The way this works is that a Lucene term dictionary itself is really a form of a suffix tree. You can see this in the file formats that you mentioned in a few places:
Thus, if the previous term's text was "bone" and the term is "boy", the PrefixLength is two and the suffix is "y".
The term info index gives us "random access" by indexing this tree at certain intervals (every 128th term by default).
So low-level it is a suffix tree, but at the higher level, we exploit these properties (mainly the ones specified in IndexReader.terms to treat the term dictionary as a deterministic finite state automaton (DFA):
Returns an enumeration of all terms starting at a given term.

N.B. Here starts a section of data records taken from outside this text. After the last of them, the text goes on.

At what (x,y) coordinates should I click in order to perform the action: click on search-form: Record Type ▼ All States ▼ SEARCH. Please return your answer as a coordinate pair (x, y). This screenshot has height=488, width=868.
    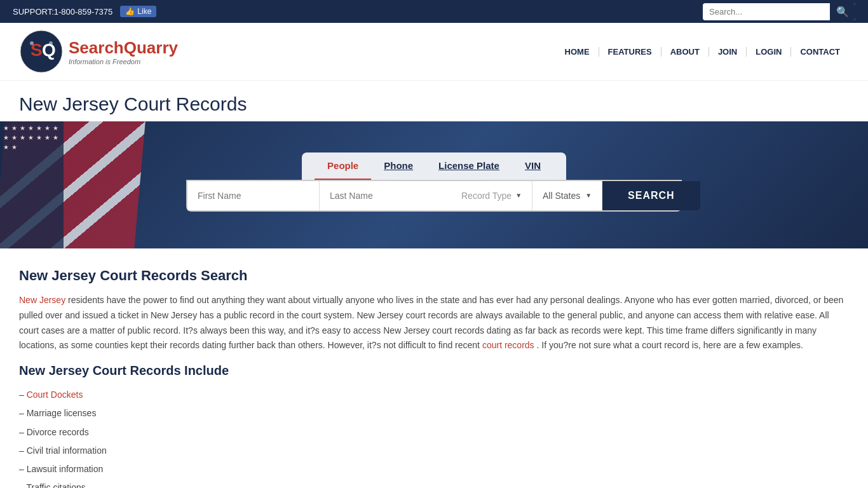
    Looking at the image, I should click on (434, 196).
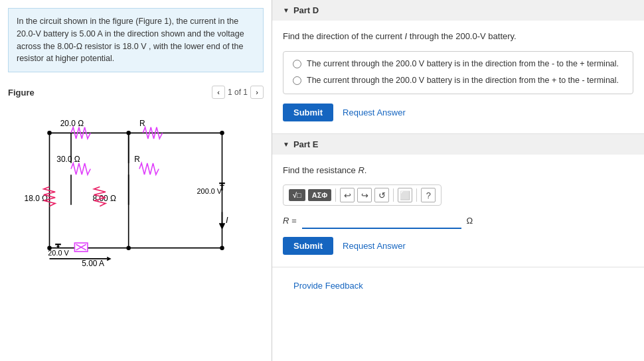  What do you see at coordinates (218, 92) in the screenshot?
I see `prev-figure-btn: ‹` at bounding box center [218, 92].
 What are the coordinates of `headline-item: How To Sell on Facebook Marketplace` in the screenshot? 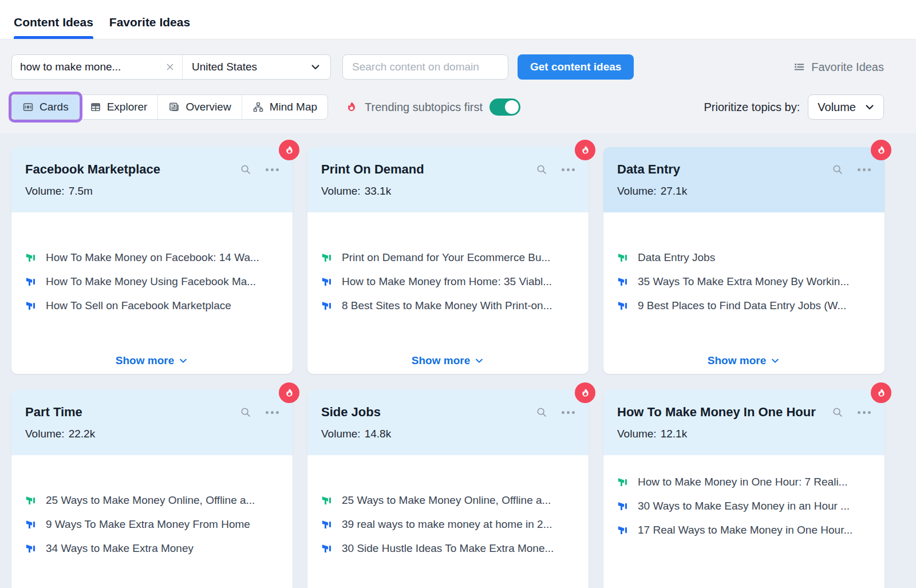 It's located at (152, 306).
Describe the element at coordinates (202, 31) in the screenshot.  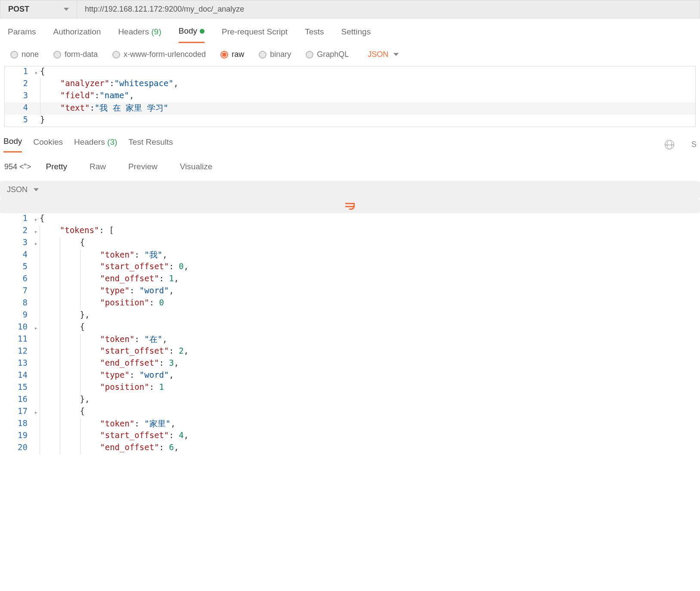
I see `dot-indicator-icon` at that location.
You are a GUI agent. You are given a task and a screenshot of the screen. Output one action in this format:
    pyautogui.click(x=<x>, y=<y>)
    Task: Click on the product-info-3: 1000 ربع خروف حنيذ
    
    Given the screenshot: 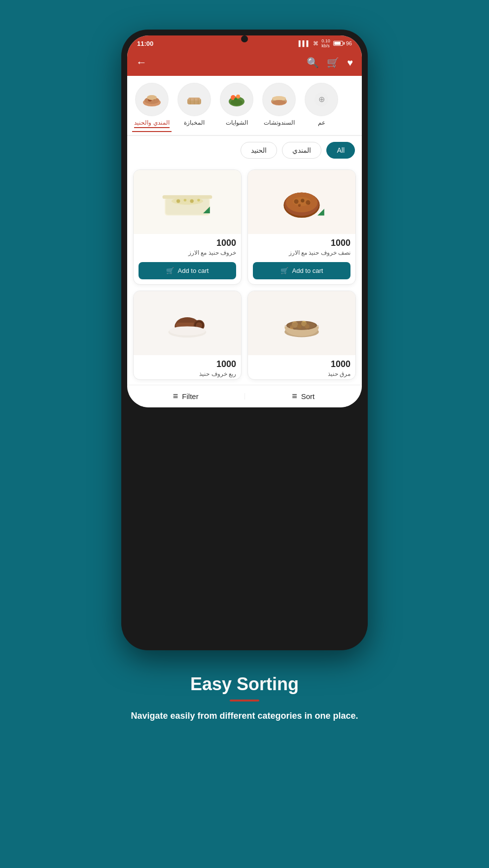 What is the action you would take?
    pyautogui.click(x=187, y=367)
    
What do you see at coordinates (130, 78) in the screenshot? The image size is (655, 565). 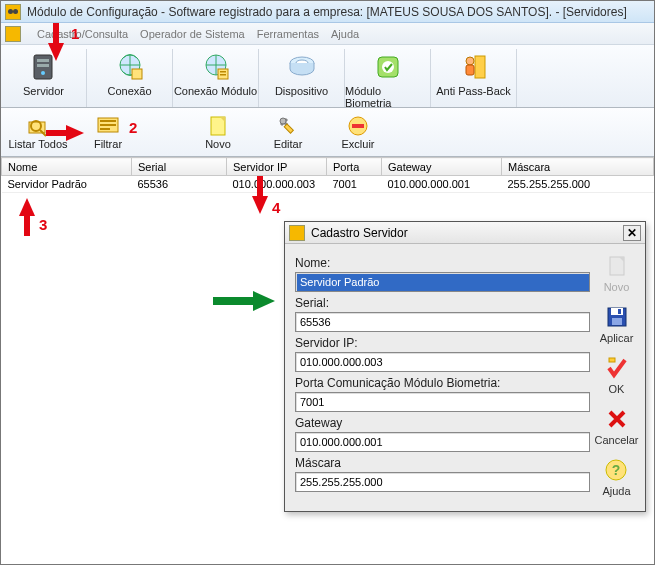 I see `toolbar-conexao: Conexão` at bounding box center [130, 78].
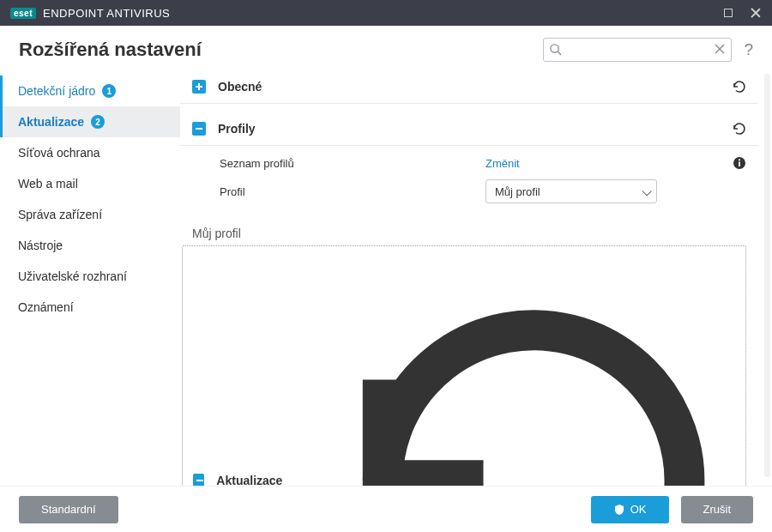 The height and width of the screenshot is (532, 772). I want to click on badge: 2, so click(98, 122).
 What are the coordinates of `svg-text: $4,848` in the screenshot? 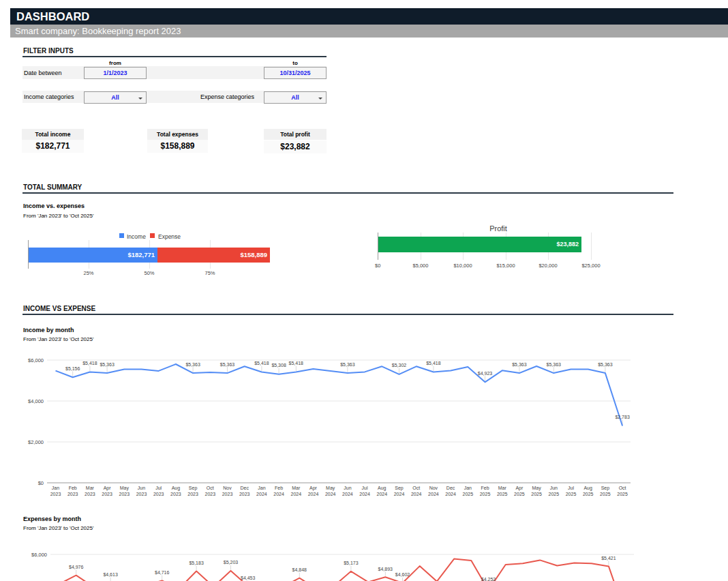 It's located at (300, 570).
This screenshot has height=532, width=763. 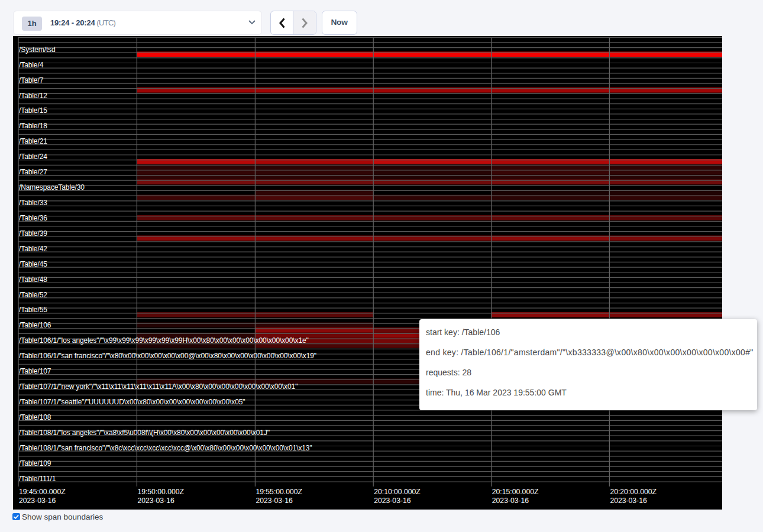 What do you see at coordinates (279, 492) in the screenshot?
I see `svg-text: 19:55:00.000Z` at bounding box center [279, 492].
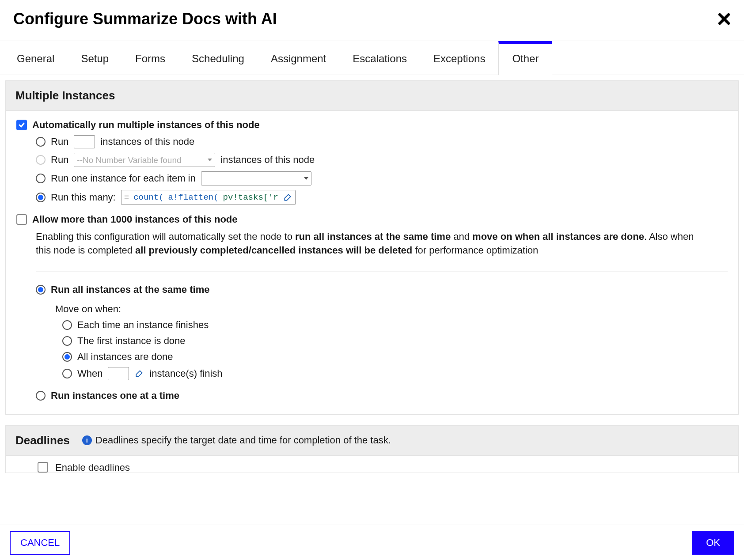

If the given term does not exist, the enumeration is positioned at the first term greater than the supplied term. The enumeration is ordered by Term.compareTo(). Each term is greater than all that precede it in the enumeration.
Inexact queries such as Regex, Wildcard, and Fuzzy are themselves also defined as DFAs, and the "matching" is simply DFA intersection.
The basic design of Lucene uses exact string matches, or defines equivalent strings using an Analyzer. An analyzer breaks text into indexable tokens. During this process, it may collate equivalent strings (e.g. upper and lower case, stemmed strings, remove diacritics etc.)
The resulting tokens are stored in the index as a dictionary plus a posting list of the tokens in documents. Therefore, you can build and use a Lucene index without ever using a string-matching algorithm such as KMP.
However, FuzzyQuery and WildCardQuery use something similar, first searching for matching terms and then using them for the full match. Please see Robert Muir's Blog Post about AutomatonQuery for a new, efficient approach to this problem.
As you pointed out Lucene stores only list of terms that occured in documents. How Lucene extracts these words is up to you. Default lucene analyzer simply breaks the words separated by spaces. You could write your own implementation that, for example for source string 'iamrohitbanga' yields 5 tokens: 'iamrohitbanga', 'i', 'am', 'rohit', 'banga'.
Please look lucene API docs for TokenFilter class.